=== Section Start ===

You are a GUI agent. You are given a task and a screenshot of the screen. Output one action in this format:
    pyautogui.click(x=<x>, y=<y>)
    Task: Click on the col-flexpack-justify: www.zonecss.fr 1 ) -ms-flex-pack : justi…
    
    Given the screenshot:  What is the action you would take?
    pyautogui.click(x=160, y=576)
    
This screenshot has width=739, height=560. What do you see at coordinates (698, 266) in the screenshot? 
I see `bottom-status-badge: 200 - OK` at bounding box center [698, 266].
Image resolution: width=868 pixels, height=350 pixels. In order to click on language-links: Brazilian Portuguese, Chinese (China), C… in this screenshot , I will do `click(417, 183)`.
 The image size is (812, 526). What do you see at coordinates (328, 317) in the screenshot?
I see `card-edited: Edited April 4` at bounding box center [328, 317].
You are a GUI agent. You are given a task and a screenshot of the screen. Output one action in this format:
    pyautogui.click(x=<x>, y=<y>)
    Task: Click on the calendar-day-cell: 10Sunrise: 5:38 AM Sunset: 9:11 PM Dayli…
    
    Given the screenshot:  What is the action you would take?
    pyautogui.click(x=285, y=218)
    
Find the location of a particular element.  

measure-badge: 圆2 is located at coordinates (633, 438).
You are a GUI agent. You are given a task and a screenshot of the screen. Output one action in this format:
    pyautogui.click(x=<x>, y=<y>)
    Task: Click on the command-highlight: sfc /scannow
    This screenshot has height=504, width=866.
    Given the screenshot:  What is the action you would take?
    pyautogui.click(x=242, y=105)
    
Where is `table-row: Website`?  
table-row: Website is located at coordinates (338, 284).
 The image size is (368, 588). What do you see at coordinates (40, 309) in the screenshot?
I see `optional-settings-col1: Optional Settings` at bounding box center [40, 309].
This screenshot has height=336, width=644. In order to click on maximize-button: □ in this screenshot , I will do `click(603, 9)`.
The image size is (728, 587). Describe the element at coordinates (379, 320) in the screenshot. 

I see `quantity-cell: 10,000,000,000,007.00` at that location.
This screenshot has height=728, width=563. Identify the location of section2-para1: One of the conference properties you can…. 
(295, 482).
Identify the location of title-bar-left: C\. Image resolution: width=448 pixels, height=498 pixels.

=== Section End ===

§ **TASK STATEMENT**
What you return must match the records exactly, line for line.

§ **EXERCISE RESPONSE**
You are a GUI agent. You are given a task and a screenshot of the screen. Output one action in this format:
    pyautogui.click(x=<x>, y=<y>)
    Task: Click on the col-flexpack-justify: www.zonecss.fr 1 ) -ms-flex-pack : justi…
    
    Given the screenshot:  What is the action you would take?
    pyautogui.click(x=160, y=576)
    
This screenshot has width=739, height=560. What do you see at coordinates (698, 266) in the screenshot? 
I see `bottom-status-badge: 200 - OK` at bounding box center [698, 266].
Image resolution: width=868 pixels, height=350 pixels. In order to click on language-links: Brazilian Portuguese, Chinese (China), C… in this screenshot , I will do `click(417, 183)`.
 The image size is (812, 526). What do you see at coordinates (328, 317) in the screenshot?
I see `card-edited: Edited April 4` at bounding box center [328, 317].
You are a GUI agent. You are given a task and a screenshot of the screen. Output one action in this format:
    pyautogui.click(x=<x>, y=<y>)
    Task: Click on the calendar-day-cell: 10Sunrise: 5:38 AM Sunset: 9:11 PM Dayli…
    
    Given the screenshot:  What is the action you would take?
    pyautogui.click(x=285, y=218)
    
Find the location of a particular element.  

measure-badge: 圆2 is located at coordinates (633, 438).
You are a GUI agent. You are given a task and a screenshot of the screen. Output one action in this format:
    pyautogui.click(x=<x>, y=<y>)
    Task: Click on the command-highlight: sfc /scannow
    This screenshot has height=504, width=866.
    Given the screenshot:  What is the action you would take?
    pyautogui.click(x=242, y=105)
    
Where is `table-row: Website`?  
table-row: Website is located at coordinates (338, 284).
 The image size is (368, 588). What do you see at coordinates (40, 309) in the screenshot?
I see `optional-settings-col1: Optional Settings` at bounding box center [40, 309].
This screenshot has height=336, width=644. In order to click on maximize-button: □ in this screenshot , I will do `click(603, 9)`.
The image size is (728, 587). Describe the element at coordinates (379, 320) in the screenshot. 

I see `quantity-cell: 10,000,000,000,007.00` at that location.
This screenshot has height=728, width=563. Identify the location of section2-para1: One of the conference properties you can…. 
(295, 482).
Identify the location of title-bar-left: C\. Image resolution: width=448 pixels, height=498 pixels.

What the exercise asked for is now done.